Thursday, 15 May 2014

Aseem Malhotra's comeuppance

Well, well, well. Look who's in trouble...

Articles published by the British Medical Journal suggesting that statins may be harmful are to be investigated.

The journal will set up an expert panel to decide if it should retract two articles saying the cholesterol-reducing drugs had harmful side-effects.

The papers were criticised when they were published in October.

Statins are offered to seven million people in the UK who have a 20% chance of heart disease in the next decade.

The BMJ said Dr John Abramson from Harvard Medical School and UK cardiologist Dr Aseem Malhotra had already withdrawn statements from the articles after some figures proved to be incorrect.

The use of incorrect figures is Malhotra's calling card and the chickens are coming home to roost for Action on Sugar's scientific director. Longtime readers of this blog will fondly recall him from such posts as Aseem Malhotra doesn't know what he's talking about, Aseem Malhotra: Still clueless and Aseem Malhotra: quackery's buddy.

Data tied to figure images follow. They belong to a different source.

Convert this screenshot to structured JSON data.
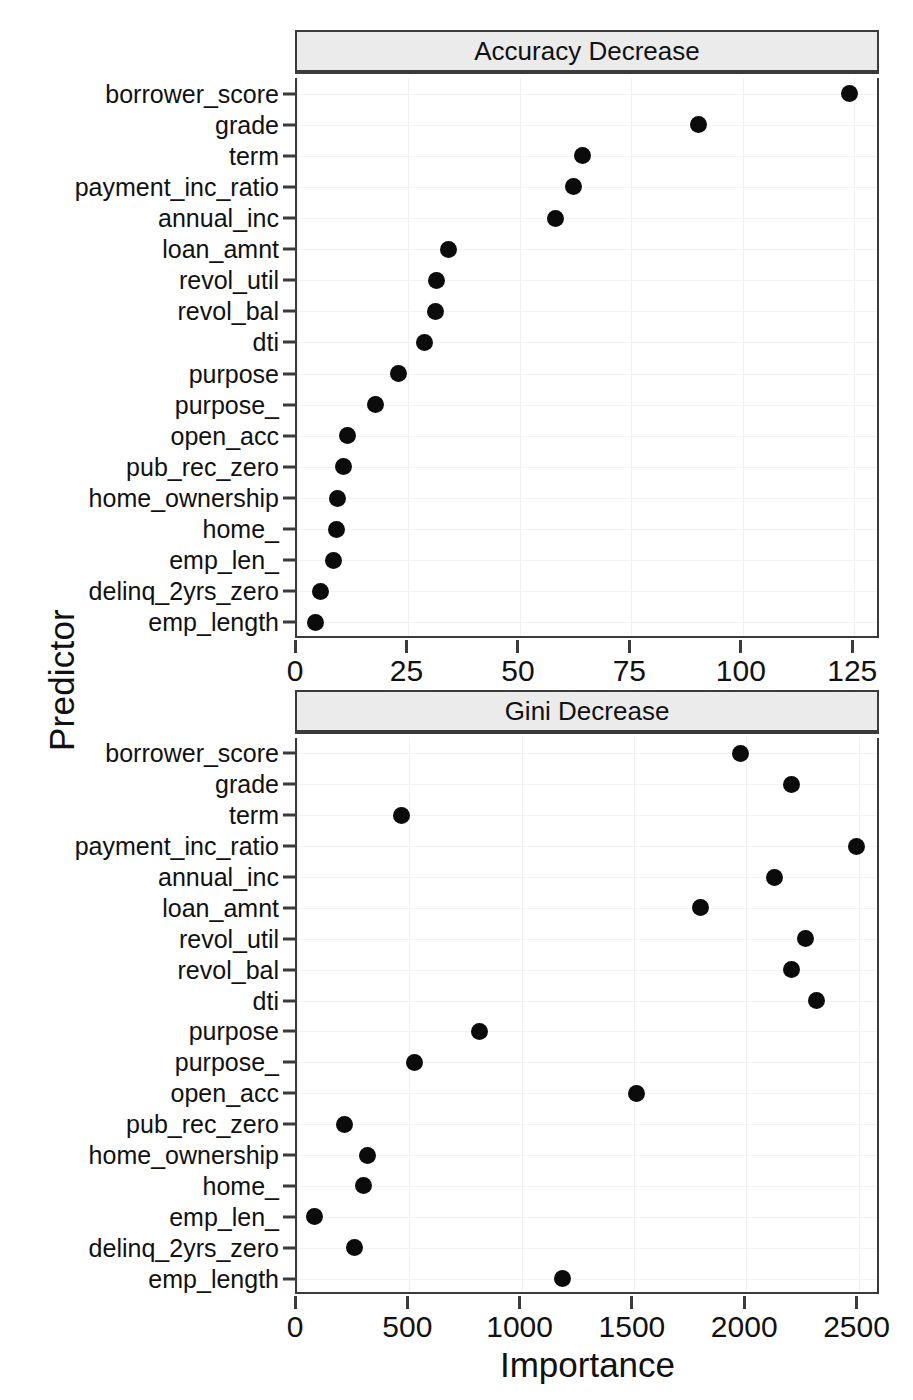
{
  "chart_data": {
    "type": "scatter",
    "title": "",
    "xlabel": "Importance",
    "ylabel": "Predictor",
    "grid": true,
    "legend": "none",
    "orientation": "dot-plot",
    "categories": [
      "borrower_score",
      "grade",
      "term",
      "payment_inc_ratio",
      "annual_inc",
      "loan_amnt",
      "revol_util",
      "revol_bal",
      "dti",
      "purpose",
      "purpose_",
      "open_acc",
      "pub_rec_zero",
      "home_ownership",
      "home_",
      "emp_len_",
      "delinq_2yrs_zero",
      "emp_length"
    ],
    "panels": [
      {
        "strip_label": "Accuracy Decrease",
        "xlim": [
          0,
          131
        ],
        "xticks": [
          0,
          25,
          50,
          75,
          100,
          125
        ],
        "xticklabels": [
          "0",
          "25",
          "50",
          "75",
          "100",
          "125"
        ],
        "values": [
          124,
          90,
          64,
          62,
          58,
          34,
          31.2,
          31.0,
          28.7,
          22.7,
          17.5,
          11.3,
          10.5,
          9.1,
          8.9,
          8.1,
          5.2,
          4.2
        ]
      },
      {
        "strip_label": "Gini Decrease",
        "xlim": [
          0,
          2600
        ],
        "xticks": [
          0,
          500,
          1000,
          1500,
          2000,
          2500
        ],
        "xticklabels": [
          "0",
          "500",
          "1000",
          "1500",
          "2000",
          "2500"
        ],
        "values": [
          1975,
          2200,
          467,
          2490,
          2128,
          1795,
          2262,
          2200,
          2312,
          813,
          525,
          1513,
          210,
          313,
          296,
          80,
          255,
          1180
        ]
      }
    ]
  },
  "colors": {
    "point": "#0b0b0b",
    "strip_background": "#ebebeb",
    "frame": "#3b3b3b",
    "grid": "#f0f0f0",
    "text": "#111111",
    "background": "#ffffff"
  }
}
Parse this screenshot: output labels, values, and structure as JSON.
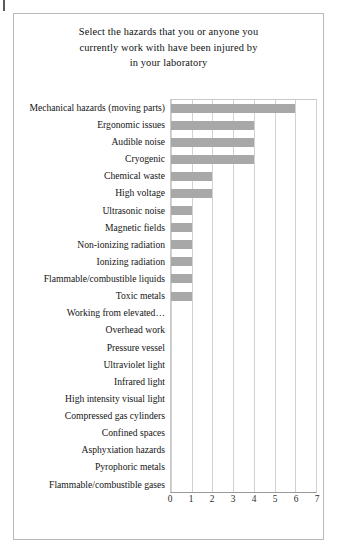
{
  "chart_data": {
    "type": "bar",
    "orientation": "horizontal",
    "title": "Select the hazards that you or anyone you currently work with have been injured by in your laboratory",
    "title_lines": [
      "Select the hazards that you or anyone you",
      "currently work with have been injured by",
      "in your laboratory"
    ],
    "xlabel": "",
    "ylabel": "",
    "xlim": [
      0,
      7
    ],
    "xticks": [
      0,
      1,
      2,
      3,
      4,
      5,
      6,
      7
    ],
    "xtick_labels": [
      "0",
      "1",
      "2",
      "3",
      "4",
      "5",
      "6",
      "7"
    ],
    "grid": true,
    "legend": false,
    "bar_color": "#a8a8a8",
    "categories": [
      "Mechanical hazards (moving parts)",
      "Ergonomic issues",
      "Audible noise",
      "Cryogenic",
      "Chemical waste",
      "High voltage",
      "Ultrasonic noise",
      "Magnetic fields",
      "Non-ionizing radiation",
      "Ionizing radiation",
      "Flammable/combustible liquids",
      "Toxic metals",
      "Working from elevated…",
      "Overhead work",
      "Pressure vessel",
      "Ultraviolet light",
      "Infrared light",
      "High intensity visual light",
      "Compressed gas cylinders",
      "Confined spaces",
      "Asphyxiation hazards",
      "Pyrophoric metals",
      "Flammable/combustible gases"
    ],
    "values": [
      6,
      4,
      4,
      4,
      2,
      2,
      1,
      1,
      1,
      1,
      1,
      1,
      0,
      0,
      0,
      0,
      0,
      0,
      0,
      0,
      0,
      0,
      0
    ]
  }
}
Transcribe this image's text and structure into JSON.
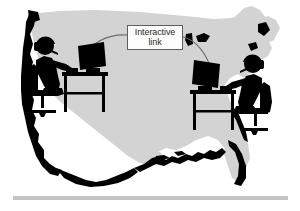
{
  "illustration": {
    "title": "Interactive link between two computer users across the United States",
    "map_region": "United States",
    "link_label": {
      "line1": "Interactive",
      "line2": "link"
    },
    "figures": [
      {
        "id": "west-user",
        "label": "Person with headset at computer desk, west coast",
        "facing": "right"
      },
      {
        "id": "east-user",
        "label": "Person with headset at computer desk, east coast",
        "facing": "left"
      }
    ],
    "colors": {
      "map_fill": "#d3d3d3",
      "map_shadow": "#000000",
      "figure_fill": "#000000",
      "label_border": "#5d5d5d",
      "label_text": "#2b2b2b",
      "label_background": "#fdfdfd",
      "link_line": "#6b6b6b",
      "bottom_rule": "#c4c4c4",
      "page_background": "#ffffff"
    }
  }
}
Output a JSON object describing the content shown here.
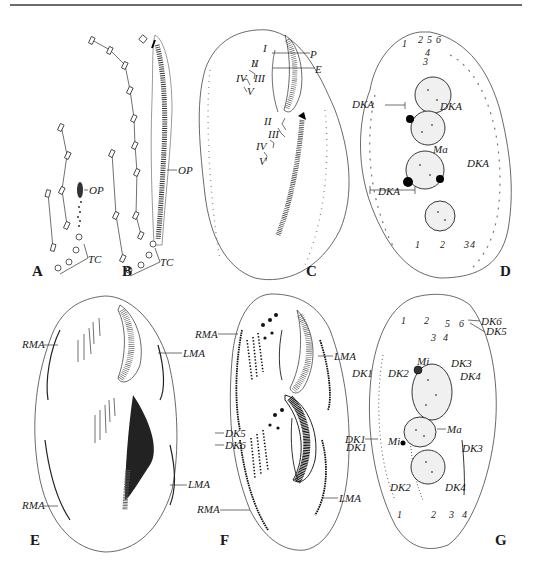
{
  "figure": {
    "panels": [
      {
        "id": "A",
        "letter": "A",
        "labels": [
          "OP",
          "TC"
        ]
      },
      {
        "id": "B",
        "letter": "B",
        "labels": [
          "OP",
          "TC"
        ]
      },
      {
        "id": "C",
        "letter": "C",
        "labels": [
          "P",
          "E",
          "I",
          "II",
          "III",
          "IV",
          "V",
          "II",
          "III",
          "IV",
          "V"
        ]
      },
      {
        "id": "D",
        "letter": "D",
        "labels": [
          "DKA",
          "DKA",
          "DKA",
          "DKA",
          "Ma"
        ],
        "kinety_numbers_top": [
          "1",
          "2",
          "3",
          "4",
          "5",
          "6"
        ],
        "kinety_numbers_bottom": [
          "1",
          "2",
          "3",
          "4"
        ]
      },
      {
        "id": "E",
        "letter": "E",
        "labels": [
          "RMA",
          "RMA",
          "LMA",
          "LMA"
        ]
      },
      {
        "id": "F",
        "letter": "F",
        "labels": [
          "RMA",
          "RMA",
          "LMA",
          "LMA",
          "DK5",
          "DK6",
          "DK1"
        ]
      },
      {
        "id": "G",
        "letter": "G",
        "labels": [
          "DK6",
          "DK5",
          "DK1",
          "DK2",
          "Mi",
          "DK3",
          "DK4",
          "DK1",
          "Mi",
          "Ma",
          "DK3",
          "DK2",
          "DK4"
        ],
        "kinety_numbers_top": [
          "1",
          "2",
          "3",
          "4",
          "5",
          "6"
        ],
        "kinety_numbers_bottom": [
          "1",
          "2",
          "3",
          "4"
        ]
      }
    ]
  },
  "labels": {
    "A": {
      "letter": "A",
      "op": "OP",
      "tc": "TC"
    },
    "B": {
      "letter": "B",
      "op": "OP",
      "tc": "TC"
    },
    "C": {
      "letter": "C",
      "p": "P",
      "e": "E",
      "r1": "I",
      "r2": "II",
      "r3": "III",
      "r4": "IV",
      "r5": "V",
      "o2": "II",
      "o3": "III",
      "o4": "IV",
      "o5": "V"
    },
    "D": {
      "letter": "D",
      "dka1": "DKA",
      "dka2": "DKA",
      "dka3": "DKA",
      "dka4": "DKA",
      "ma": "Ma",
      "t1": "1",
      "t2": "2",
      "t3": "3",
      "t4": "4",
      "t5": "5",
      "t6": "6",
      "b1": "1",
      "b2": "2",
      "b3": "3",
      "b4": "4"
    },
    "E": {
      "letter": "E",
      "rma1": "RMA",
      "rma2": "RMA",
      "lma1": "LMA",
      "lma2": "LMA"
    },
    "F": {
      "letter": "F",
      "rma1": "RMA",
      "rma2": "RMA",
      "lma1": "LMA",
      "lma2": "LMA",
      "dk5": "DK5",
      "dk6": "DK6",
      "dk1": "DK1"
    },
    "G": {
      "letter": "G",
      "dk6": "DK6",
      "dk5": "DK5",
      "dk1a": "DK1",
      "dk2a": "DK2",
      "mi1": "Mi",
      "dk3a": "DK3",
      "dk4a": "DK4",
      "dk1b": "DK1",
      "mi2": "Mi",
      "ma": "Ma",
      "dk3b": "DK3",
      "dk2b": "DK2",
      "dk4b": "DK4",
      "t1": "1",
      "t2": "2",
      "t3": "3",
      "t4": "4",
      "t5": "5",
      "t6": "6",
      "b1": "1",
      "b2": "2",
      "b3": "3",
      "b4": "4"
    }
  }
}
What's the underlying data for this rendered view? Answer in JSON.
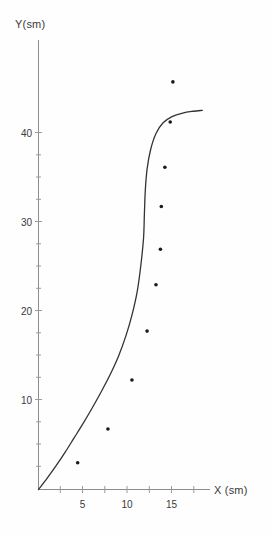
{
  "chart_data": {
    "type": "scatter",
    "title": "",
    "xlabel": "X (sm)",
    "ylabel": "Y(sm)",
    "xlim": [
      0,
      19
    ],
    "ylim": [
      0,
      48
    ],
    "xticks": [
      5,
      10,
      15
    ],
    "xtick_labels": [
      "5",
      "10",
      "15"
    ],
    "yticks": [
      10,
      20,
      30,
      40
    ],
    "ytick_labels": [
      "10",
      "20",
      "30",
      "40"
    ],
    "grid": false,
    "legend": "none",
    "series": [
      {
        "name": "data points",
        "marker": "dot",
        "color": "#1a1a1a",
        "points": [
          {
            "x": 4.4,
            "y": 3.0
          },
          {
            "x": 7.8,
            "y": 6.8
          },
          {
            "x": 10.5,
            "y": 12.3
          },
          {
            "x": 12.2,
            "y": 17.8
          },
          {
            "x": 13.2,
            "y": 23.0
          },
          {
            "x": 13.7,
            "y": 27.0
          },
          {
            "x": 13.8,
            "y": 31.8
          },
          {
            "x": 14.2,
            "y": 36.2
          },
          {
            "x": 14.8,
            "y": 41.3
          },
          {
            "x": 15.1,
            "y": 45.8
          }
        ]
      },
      {
        "name": "fitted curve",
        "marker": "line",
        "color": "#333333",
        "points": [
          {
            "x": 0.0,
            "y": 0.0
          },
          {
            "x": 1.0,
            "y": 1.3
          },
          {
            "x": 2.0,
            "y": 2.7
          },
          {
            "x": 3.0,
            "y": 4.2
          },
          {
            "x": 4.0,
            "y": 5.8
          },
          {
            "x": 5.0,
            "y": 7.4
          },
          {
            "x": 6.0,
            "y": 9.1
          },
          {
            "x": 7.0,
            "y": 10.9
          },
          {
            "x": 8.0,
            "y": 12.8
          },
          {
            "x": 9.0,
            "y": 15.0
          },
          {
            "x": 9.8,
            "y": 17.2
          },
          {
            "x": 10.5,
            "y": 19.6
          },
          {
            "x": 11.1,
            "y": 22.3
          },
          {
            "x": 11.5,
            "y": 25.2
          },
          {
            "x": 11.8,
            "y": 28.2
          },
          {
            "x": 11.9,
            "y": 31.0
          },
          {
            "x": 12.0,
            "y": 33.6
          },
          {
            "x": 12.2,
            "y": 36.0
          },
          {
            "x": 12.6,
            "y": 38.2
          },
          {
            "x": 13.2,
            "y": 40.0
          },
          {
            "x": 14.0,
            "y": 41.2
          },
          {
            "x": 15.0,
            "y": 41.9
          },
          {
            "x": 16.2,
            "y": 42.3
          },
          {
            "x": 17.4,
            "y": 42.5
          },
          {
            "x": 18.4,
            "y": 42.6
          }
        ]
      }
    ]
  },
  "axes": {
    "y_title": "Y(sm)",
    "x_title": "X (sm)"
  },
  "ticks": {
    "x": [
      "5",
      "10",
      "15"
    ],
    "y": [
      "40",
      "30",
      "20",
      "10"
    ]
  }
}
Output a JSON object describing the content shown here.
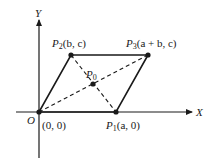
{
  "diagram": {
    "axes": {
      "x_label": "X",
      "y_label": "Y",
      "origin_label": "O"
    },
    "points": {
      "origin": {
        "name": "O",
        "coords": "(0, 0)"
      },
      "p1": {
        "name": "P",
        "sub": "1",
        "coords": "(a, 0)"
      },
      "p2": {
        "name": "P",
        "sub": "2",
        "coords": "(b, c)"
      },
      "p3": {
        "name": "P",
        "sub": "3",
        "coords": "(a + b, c)"
      },
      "p0": {
        "name": "P",
        "sub": "0"
      }
    },
    "colors": {
      "line": "#1a1a1a",
      "background": "#ffffff"
    }
  }
}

Errors were not picked up at the time by the journal's editors or the experts who peer-reviewed the work, the BMJ said.

Gosh, there's a shock.

The journal said Dr Abramson's paper cited data from an "uncontrolled observational study" and "incorrectly concluded" that statin side-effects occur in 18-20% of patients.

The same mistake was made by Dr Malhotra in the same edition of the BMJ and it is these statements that have been withdrawn, the journal said.

Malhotra has not only made this claim in the BMJ, he has said the same in the more widely read Daily Mail. And, as a practising cardiologist, he is in a position to practice what he preaches...

I often stop patients taking statins when I believe they are causing distressing side effects, which happens in about one in five of those I see... Last month the Annals Of Internal Medicine reported that 20 per cent of those on statins suffered a significant side effect

As I tweeted at the the time...



It remains to be seen whether the BMJ settles for withdrawing the specific errors or retracting the whole articles. The complaint about the journal's articles was made by Prof Rory Collins who said in March...

“It is a serious disservice to British and international medicine," he said, claiming that it was probably killing more people than had been harmed as a result of the paper on the MMR vaccine by Andrew Wakefield. “I would think the papers on statins are far worse in terms of the harm they have done.”

It's good to see Malhotra in the news for the right reasons at last.